We are neither recoding files nor changing any non-ascii portions of the text. So I would say that encoding is pretty much irrelevant even if it's not Latin 1, as long as it's kept intact. The "C" local should do just as well.

+1 for adding -locale C to the reinplace calls in the perl5 portgroup

comment:13 Changed 10 years ago by danielluke (Daniel J. Luke)

Resolution: fixed
Status: newclosed

comment:14 Changed 10 years ago by mojca (Mojca Miklavec)

Please also remove the patch in the other four ports then.

comment:15 in reply to:  14 Changed 10 years ago by danielluke (Daniel J. Luke)

Replying to mojca@…:

Please also remove the patch in the other four ports then.

done, although since the perl5 portgroup change didn't break them, I don't believe I really had an obligation to correct them.

comment:16 Changed 10 years ago by mojca (Mojca Miklavec)
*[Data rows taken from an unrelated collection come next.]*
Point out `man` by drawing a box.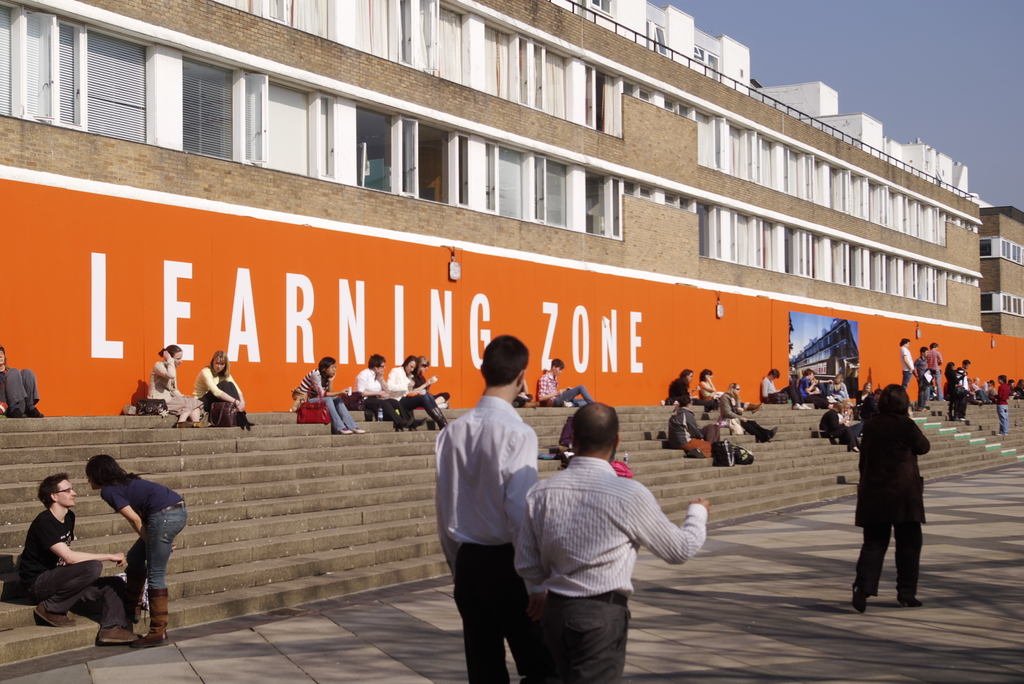
locate(509, 405, 711, 683).
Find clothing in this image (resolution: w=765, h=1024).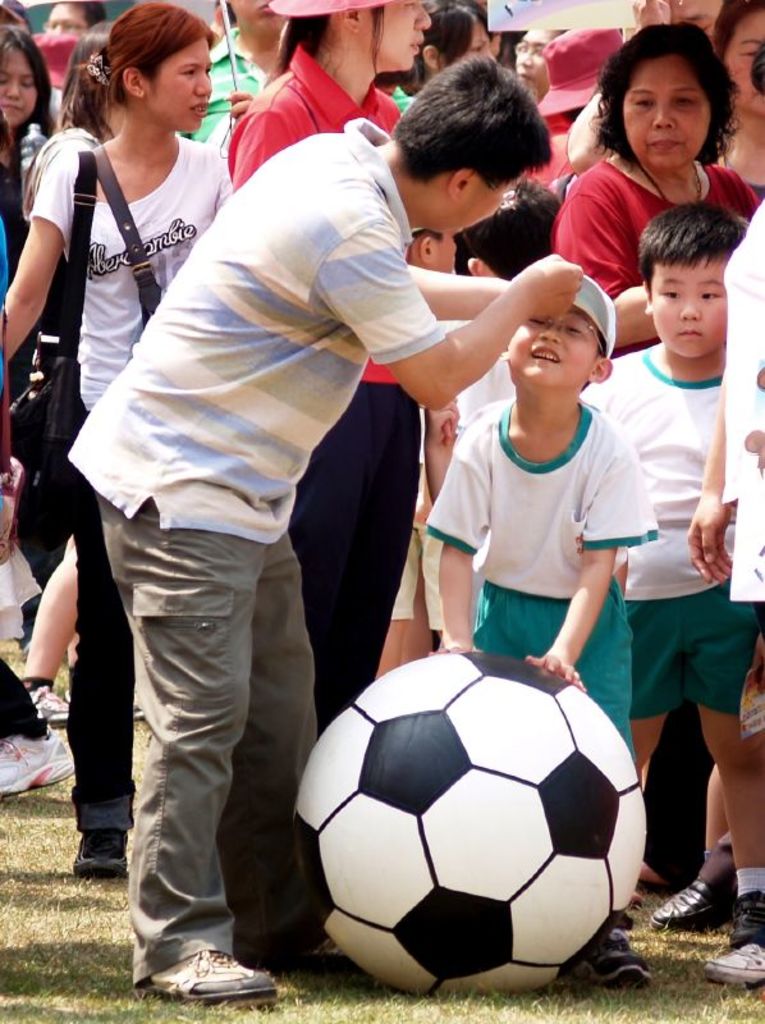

Thank you. I'm just cross-referencing the numbers (r123726, r123727, r123728, r123729). Sure, the ports weren't broken, but we would probably forget to remove the patch(es) later and could keep them forever without any good reason.

comment:17 in reply to:  16 Changed 10 years ago by danielluke (Daniel J. Luke)

Replying to mojca@…:

Sure, the ports weren't broken, but we would probably forget to remove the patch(es) later and could keep them forever without any good reason.

historically, it has been up to the individual port maintainers to handle non-breaking modifications to base (or portgroups), not the person/persons making changes to base or portgroups.

comment:18 Changed 10 years ago by mojca (Mojca Miklavec)

(You can probably also move the checksums out of the brackets in p5-test-base.)